Chapter 121 - Dinner Conversation part 3

"Don't you want to stay and watch?" Lukas inquired as I rose to give him some privacy. He pushed his underpants down his thighs and sat on the portable potty chair I'd purchased for him several days ago. "You can experience my bowel movement vicariously," he taunted me, "just as you did when you were watching me eat."

"That won't be necessary," I said, stamping down on my outrage. Keeping my face neutral, I slipped out into the hallway.

"Wait a minute--! Oh, here it comes--!" he grunted toward my retreating back.

I shut the door firmly, ignoring his mocking laughter.

Vile cretin! I thought. Then I felt amusement, and I had to stifle a chuckle. No mortal man had ever challenged me so thoroughly.

I moved down the dark corridor.

I wanted music—if only to drown out the sounds of his elimination, which I could still hear through the intervening walls. I turned on a lamp, idled through my collection of phonographic recordings, settling on Brahms' Tragic Overture, Op.81. 

No one knows for what exact purpose the Tragic Overture was designed—some thought Faust-- but the sonata is rich and energetic. I set the needle into the groove and retired to my sofa, closing my eyes to drink in the music.

To kill or not to kill, that is the question, I thought, paraphrasing the Bard.

Better yet: "Know yourself, vampire. When you strip away all vanity, you will find that your questions are only the truths you are unwilling to accept."

That advice from a mortal princess I once loved, many hundreds of years ago. Her name was Nina, after the Babylonian goddess of fertility. She is gone now, of course. Gone like all the others. Gone now to dust, like the lovers of my mortal span: Eyya, Nyala. Yes, even Brulde. Gone like my radiant Julia, who died with the city of Pompeii. Gone like my first vampire child, Ilio, and the blood drinker he made after his heart, his gentle bride who was called Priss. All of them dead and gone but for Zenzele, devoured by the insatiable maw of time.

And what strange continent did my Zenzele now roam? What music was she listening to at this very moment? If I know her, it is the piping of the wind or a chorus of crickets, or perhaps the rhythmic crash of ocean waves on some distant moonlit beach.

Zenzele, who is as hard and timeless as I. My soul mate. My female counterpart in this dark and empty universe. If I could move to her by some flourish of magic, I would fly to her with open arms. I needed her counsel, perhaps more than I ever needed it before. She might have been able to reason with me, talk me out of the mad schemes that kept whirling through my mind. At the very least, her company would distract me from my dubious contemplations. 

To kill or not to kill… but who did I plan to kill?

That was the question.

If only my love were here to guide me. But Zenzele is lost to me, no less than all the others. She had begged me, two hundred years ago or so, to release her from the chains of my love for her. This was just before I settled here in Liege. She needed her freedom, she'd said. Some time apart. She promised to return. And I let her go. Of course I did. And she had drifted out of my life just as she so often drifted into it, always with her the need to be free, even from the bonds of adoration.

She would return to me. In another hundred years, another thousand. When her loneliness outweighed her desire to wander unfettered through the world, she would return. To me. To the home I kept for her in my heart.,

But would it be too late this time?

Perhaps… it was already too late.

You see, a terrible, selfish plan was incubating in my mind. I was about to do something wicked and evil, and though I pretended to debate this mad and half-formed scheme, I knew.

I had already committed myself.

Yet, I prayed that Zenzele would come... that she'd come and save me from myself!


### What you are asked to do
Without the pictures, copy the entries below word for word.

-- Opening Marker --

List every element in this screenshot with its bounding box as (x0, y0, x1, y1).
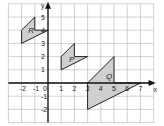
shapes: RPQ (22, 17, 141, 109)
y-tick-label: -1 (41, 93, 47, 100)
y-tick-label: 1 (41, 66, 45, 73)
y-tick-label: -2 (41, 106, 47, 113)
coordinate-grid: RPQ xy -2-101234567-2-112345 (0, 0, 164, 126)
axes: xy (8, 2, 157, 123)
x-tick-label: 5 (112, 85, 116, 92)
y-tick-label: 3 (41, 40, 45, 47)
y-tick-label: 5 (41, 14, 45, 21)
shape-label-p: P (69, 55, 75, 64)
x-axis-label: x (154, 86, 158, 93)
y-tick-label: 2 (41, 53, 45, 60)
y-tick-label: 4 (41, 27, 45, 34)
x-tick-label: 3 (86, 85, 90, 92)
x-tick-label: 4 (99, 85, 103, 92)
x-tick-label: 6 (125, 85, 129, 92)
y-axis-arrow-icon (45, 2, 51, 9)
shape-label-r: R (28, 26, 34, 35)
shape-label-q: Q (106, 72, 112, 81)
tick-labels: -2-101234567-2-112345 (20, 14, 143, 113)
x-tick-label: 7 (138, 85, 142, 92)
x-tick-label: 0 (43, 85, 47, 92)
x-tick-label: -2 (20, 85, 26, 92)
x-tick-label: 1 (59, 85, 63, 92)
x-tick-label: 2 (72, 85, 76, 92)
x-tick-label: -1 (33, 85, 39, 92)
y-axis-label: y (41, 2, 45, 10)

-- Closing Marker --

### Solution for this problem
List every element in this screenshot with its bounding box as (x0, y0, x1, y1).
shapes: RPQ (22, 17, 141, 109)
y-tick-label: -1 (41, 93, 47, 100)
y-tick-label: 1 (41, 66, 45, 73)
y-tick-label: -2 (41, 106, 47, 113)
coordinate-grid: RPQ xy -2-101234567-2-112345 (0, 0, 164, 126)
axes: xy (8, 2, 157, 123)
x-tick-label: 5 (112, 85, 116, 92)
y-tick-label: 3 (41, 40, 45, 47)
y-tick-label: 5 (41, 14, 45, 21)
shape-label-p: P (69, 55, 75, 64)
x-axis-label: x (154, 86, 158, 93)
y-tick-label: 2 (41, 53, 45, 60)
y-tick-label: 4 (41, 27, 45, 34)
x-tick-label: 3 (86, 85, 90, 92)
x-tick-label: 4 (99, 85, 103, 92)
x-tick-label: 6 (125, 85, 129, 92)
y-axis-arrow-icon (45, 2, 51, 9)
shape-label-r: R (28, 26, 34, 35)
shape-label-q: Q (106, 72, 112, 81)
tick-labels: -2-101234567-2-112345 (20, 14, 143, 113)
x-tick-label: 7 (138, 85, 142, 92)
x-tick-label: 0 (43, 85, 47, 92)
x-tick-label: -2 (20, 85, 26, 92)
x-tick-label: 1 (59, 85, 63, 92)
x-tick-label: 2 (72, 85, 76, 92)
x-tick-label: -1 (33, 85, 39, 92)
y-axis-label: y (41, 2, 45, 10)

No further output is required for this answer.